Attention Score in Context

This research output has an Altmetric Attention Score of 4. This is our high-level measure of the quality and quantity of online attention that it has received. This Attention Score, as well as the ranking and number of research outputs shown below, was calculated when the research output was last mentioned on 09 June 2016.
All research outputs
#8,427,292
of 25,374,917 outputs
Outputs from Research on Child and Adolescent Psychopathology
#872
of 2,047 outputs
Outputs of similar age
#98,128
of 290,041 outputs
Outputs of similar age from Research on Child and Adolescent Psychopathology
#12
of 30 outputs
Altmetric has tracked 25,374,917 research outputs across all sources so far. This one has received more attention than most of these and is in the 66th percentile.
So far Altmetric has tracked 2,047 research outputs from this source.

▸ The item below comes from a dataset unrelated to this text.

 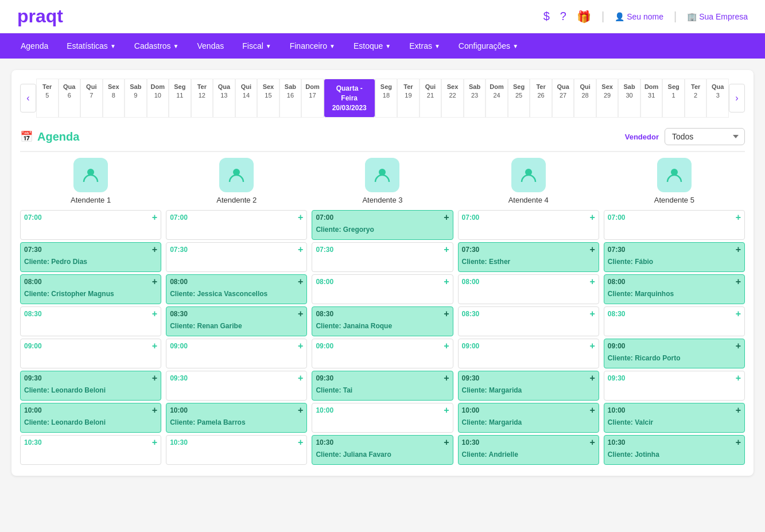 What do you see at coordinates (529, 386) in the screenshot?
I see `time-slot: 09:30 + Cliente: Margarida` at bounding box center [529, 386].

They typically receive more attention than average, with a mean Attention Score of 9.5. This one has gotten more attention than average, scoring higher than 57% of its peers.
Older research outputs will score higher simply because they've had more time to accumulate mentions. To account for age we can compare this Altmetric Attention Score to the 290,041 tracked outputs that were published within six weeks on either side of this one in any source. This one has gotten more attention than average, scoring higher than 66% of its contemporaries.
We're also able to compare this research output to 30 others from the same source and published within six weeks on either side of this one. This one has gotten more attention than average, scoring higher than 60% of its contemporaries.